Monday, December 15, 2008

A Right to Housing or Imperfect Competition and International Trade

A Right to Housing: Foundation for a New Social Agenda

Author: Rachel Bratt

In the 1949 Housing Act, Congress declared "a decent home and a suitable living environment for every American family" our national housing goal. Today, little more than half a century later, upwards of 100 million people in the United States live in housing that is physically inadequate, unsafe, overcrowded, or unaffordable.

The contributors to A Right to Housing consider the key issues related to America's housing crisis, including income inequality and insecurity, segregation and discrimination, the rights of the elderly, as well as legislative and judicial responses to homelessness. The book offers a detailed examination of how access to adequate housing is directly related to economic security.

With essays by leading activists and scholars, this book presents a powerful and compelling analysis of the persistent inability of the U.S. to meet many of its citizens' housing needs, and a comprehensive proposal for progressive change.



Table of Contents:
Why a right to housing is needed and makes sense1
1The economic environment of housing : income inequality and insecurity20
2Housing affordability : one-third of a nation shelter-poor38
3Segregation and discrimination in housing61
4Pernicious problems of housing finance82
5Federal housing subsidies : who benefits and why?105
6The permanent housing crisis : the failures of conservatism and the limitations of liberalism139
7Federally-assisted housing in conflict : privatization or preservation?163
8The case for a right to housing177
9The role of the courts and a right to housing193
10Housing organizing for the long haul : building on experience213
11Social ownership240
12Social financing261
13The elderly and a right to housing279
14Opening doors : what a right to housing means for women296
15Responses to homelessness : past policies, future directions, and a right to housing316
16Community development corporations : challenges in supporting a right to housing340
17Between devolution and the deep blue sea : what's a city or state to do?364
18Housing and economic security399

Books about economics: The Good Treats Cookbook for Dogs or The Bartenders Guide

Imperfect Competition and International Trade

Author: Gene M Ed Grossman

The last decade has seen an important extension of the theory of international trade to include imperfectly competitive market structures. This book collects 19 of the most influential articles on trade with imperfect competition, providing ready access to current research by top-level economists.

Following an introduction. by Grossman that surveys the literature, the readings cover such important topics as the causes and consequences of intraindustry trade, the effects of tariffs and quantitative restrictions in oligopolistic settings, the welfare consequences of strategic trade policies, the raison d'être for multinational corporations, the determinants of innovation, and the interaction between technological progress and trade.

The recent work on trade incorporating imperfect competition can help to explain the high volume of intraindustry trade between similarly endowed countries and can account for the increasing importance of multinational corporations in the conduct of international trade. It can predict the emergence of cross-country technology gaps and can help to identify the determinants of dynamic comparative advantage. The explorations of trade with imperfect competition have also deepened substantially our understanding of the costs and benefits of trade policy. We now know why governments may be motivated to assist their national firms in global oligopolistic competitions, and we also know the limitations of the arguments in support of strategic trade policies.

Gene M. Grossman is Professor of Economics and International Affairs at Princeton University.

Contributors: Richard E. Baldwin, James A. Brander, Avinash K. Dixit,Jonathan Eaton, Wilfred J. Ethier, Gene M. Grossman, Elhanan Helpman, Kala Krishna, Paul R. Krugman, James R. Markusen, Victor Norman, Luis A. Rivera-Batiz, Paul M. Romer, Barbara J. Spencer, Anthony J. Venables Shmuel Ben Zvi.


From the entries below, extract every line that includes the word "binder".

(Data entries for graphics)
·····
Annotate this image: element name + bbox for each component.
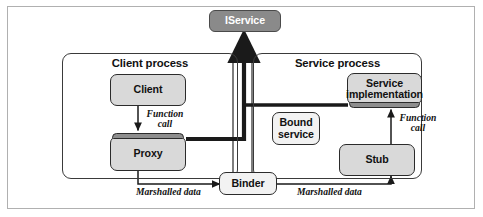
node-iservice-label: IService [225, 15, 265, 26]
service-process-title: Service process [295, 57, 380, 69]
edge-label-stub-to-service-impl-line2: call [411, 122, 425, 133]
node-proxy-label: Proxy [134, 148, 163, 159]
node-iservice[interactable]: IService [209, 10, 281, 32]
node-service-implementation-label-line2: implementation [346, 89, 423, 100]
node-bound-service-label-line1: Bound [279, 117, 312, 128]
diagram-canvas: IService Client process Service process … [0, 0, 483, 217]
edge-label-proxy-to-binder: Marshalled data [136, 187, 201, 197]
node-stub[interactable]: Stub [339, 144, 415, 176]
edge-label-binder-to-stub: Marshalled data [297, 187, 362, 197]
node-bound-service-label-line2: service [278, 129, 314, 140]
node-binder[interactable]: Binder [219, 172, 277, 195]
node-binder-label: Binder [232, 178, 265, 189]
edge-label-stub-to-service-impl: Function call [394, 113, 442, 133]
node-stub-label: Stub [365, 154, 388, 165]
client-process-title: Client process [112, 57, 188, 69]
edge-label-binder-to-stub-text: Marshalled data [297, 186, 362, 197]
edge-label-proxy-to-binder-text: Marshalled data [136, 186, 201, 197]
edge-label-client-to-proxy: Function call [141, 109, 189, 129]
node-client-label: Client [134, 84, 163, 95]
node-client[interactable]: Client [110, 74, 186, 106]
node-bound-service[interactable]: Bound service [272, 112, 320, 145]
edge-label-client-to-proxy-line2: call [158, 118, 172, 129]
node-service-implementation[interactable]: Service implementation [347, 73, 422, 105]
node-proxy[interactable]: Proxy [110, 136, 186, 171]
·····
(Answer space):
edge-label-proxy-to-binder: Marshalled data [136, 187, 201, 197]
edge-label-binder-to-stub: Marshalled data [297, 187, 362, 197]
node-binder[interactable]: Binder [219, 172, 277, 195]
node-binder-label: Binder [232, 178, 265, 189]
edge-label-binder-to-stub-text: Marshalled data [297, 186, 362, 197]
edge-label-proxy-to-binder-text: Marshalled data [136, 186, 201, 197]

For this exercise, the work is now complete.